Another liberal Catholic and former priest, the late Peter Hebblethwaite, called him "the big, bad wolf of the new Inquisition ... For some, the thought [of his becoming pope] is just too terrible to contemplate. To have him as pope would be inconceivably divisive, runs the common wisdom."

It is not just people who do not believe in Roman Catholicism who attract the new pope's ire. Four years ago, he wrote that rock music was "the expression of elemental passions which, in the big musical festivals, have taken on a cultural character, that is to say, [the character] of a counter-cult, opposed to Christian worship".

Only this week, he declared that "having a clear faith based on the creed of the church is often labelled today as fundamentalism. Relativism, which is letting oneself be tossed and swept along by every wind of teaching, looks like the only attitude acceptable to today's standards."

Small wonder that the 78-year-old German has won nicknames such as God's Rottweiler and the Panzer Cardinal.

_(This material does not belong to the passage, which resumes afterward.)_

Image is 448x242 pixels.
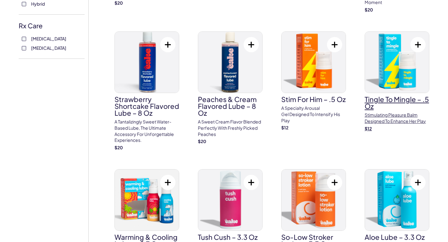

Even Corriere della Sera, the voice of the Italian moderate right, which is normally deeply respectful of the church hierarchy, recently labelled him "Cardinal No".

For the past 24 years, he has headed the Vatican "ministry" responsible for defending and enforcing Catholic orthodoxy, particularly in the world's theological faculties.

Ratzinger once denied being "the Grand Inquisitor".

However, under his guidance, the Congregation for the Doctrine of the Faith has issued a stream of hardline instructions and rebukes.

The hand of the new pope has been seen in most of the more reactionary proclamations made by the Vatican in the final years of John Paul II's papacy, as his health waned.

They sometimes took away the breath of the more progressive elements in the church: from denouncing homosexuality as intrinsically evil, to suggesting that parishes should limit the use of female altar servers and choristers.